Csiro and Australia’s food supply: a system under strain, and the people living with it
csiro sits inside a bigger warning about how Australia feeds itself. On one side are the farms, fisheries, supply chains, and supermarkets that keep food moving. On the other are the households deciding whether to buy groceries, skip meals, or go without. The tension between those two realities is now harder to ignore.
Australia has long been proud of its food production, with enough output to feed 75 million people and exports reaching 70 per cent of produce. But the country’s food security is no longer something that can be taken for granted.
Why is csiro part of a wider food security warning?
The pressures are stacking up. Intensifying climate change is putting agriculture and the food system at risk, while the government’s National Climate Risk Assessment last year showed food systems already face increased risks. Stronger and more frequent heatwaves, floods, droughts, and bushfires are taking a toll on farmers, livestock, crops, and fisheries.
Other risks are landing at the same time. Fuel and fertiliser shortages in the wake of the Iran war are driving up food prices. Increased competition for water in the Murray-Darling Basin, disruptions to supply chains, the dominance of major supermarkets, and the rising cost of food are all adding pressure to a system that once looked unusually secure.
For households, the strain is no longer abstract. In 2025, one in five households skipped meals or went whole days without eating. Australia also continues to struggle with nutrition: in 2022, 36 per cent of children and adolescents, and 56 per cent of adults, fell short of their daily fruit and vegetable intake. The picture is sharpened by the fact that 42 per cent of calories consumed come from ultra-processed foods, which can raise the risk of cancer, heart disease, and early death.
What is happening to farmers, food prices, and daily life?
The food system’s weaknesses are showing up across the country, and csiro is part of the broader scientific conversation around those risks. Farm productivity, after decades of growth, is now declining. The reasons named in the available evidence are more extreme climate variability, more plant and animal diseases, pressure on water supply and other resources, and related factors.
In practical terms, natural disasters can cut off crops or livestock from markets, and that disruption pushes prices higher. The impact is especially visible in Queensland, where more extreme flooding is already hitting farmers hard. In 2019, floods and sticky mud trapped and killed up to 500, 000 cows, a reminder that food security begins long before food reaches a shelf.
The supermarket end of the chain is also under scrutiny. Coles and Woolworths take 67 per cent of sales, making Australia’s supermarket sector one of the world’s most concentrated. That concentration has long been accused of keeping prices too high, leaving households to absorb the strain while producers face their own costs.

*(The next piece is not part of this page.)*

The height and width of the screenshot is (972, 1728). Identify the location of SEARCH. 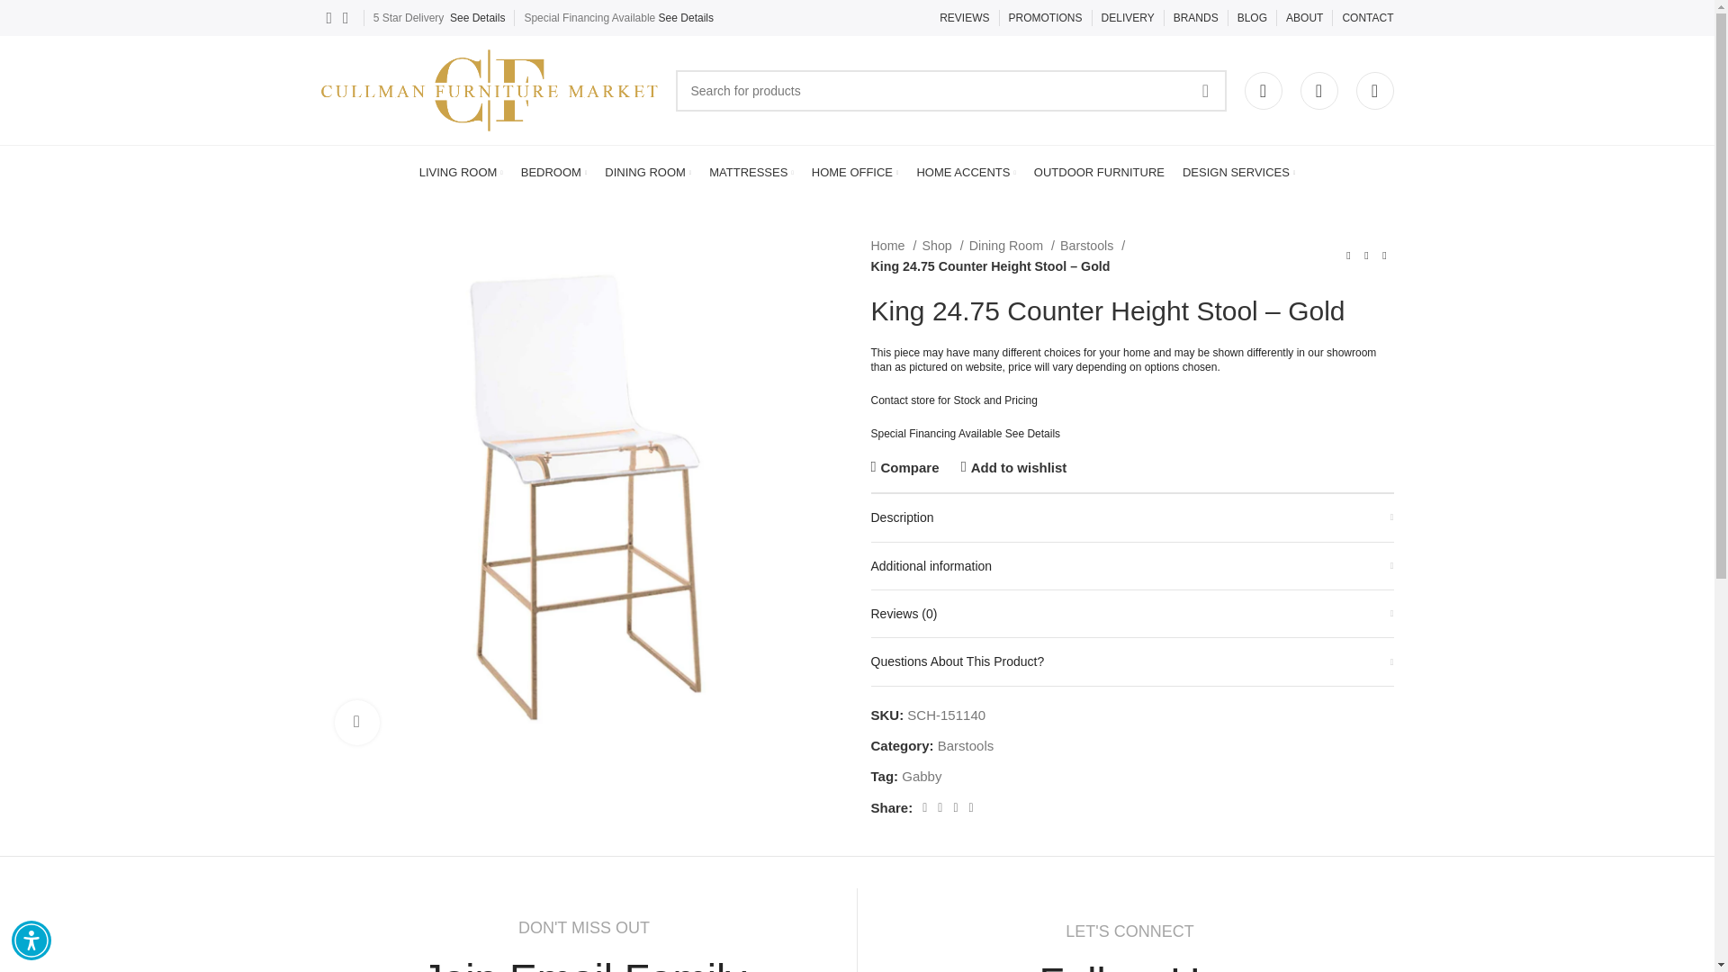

What can a stronger food system look like now?
The central issue is not only how much food Australia produces, but whether people can access safe, nutritious, and appropriate food at all times in a system that remains sustainable. That is the standard of strong food security, and the current evidence suggests the country is drifting away from it.
What is clear is that this is not one isolated problem. Climate shocks, supply chain pressure, water stress, supermarket power, and rising household hardship are interacting at once. That makes the challenge harder to solve, but also easier to recognize: Australia’s food security is a system issue, not a single-event crisis.
At the fence line, the pantry, and the checkout, the same question is now hanging over the country: if a nation that feeds millions cannot guarantee enough good food for its own people, what does resilience really mean?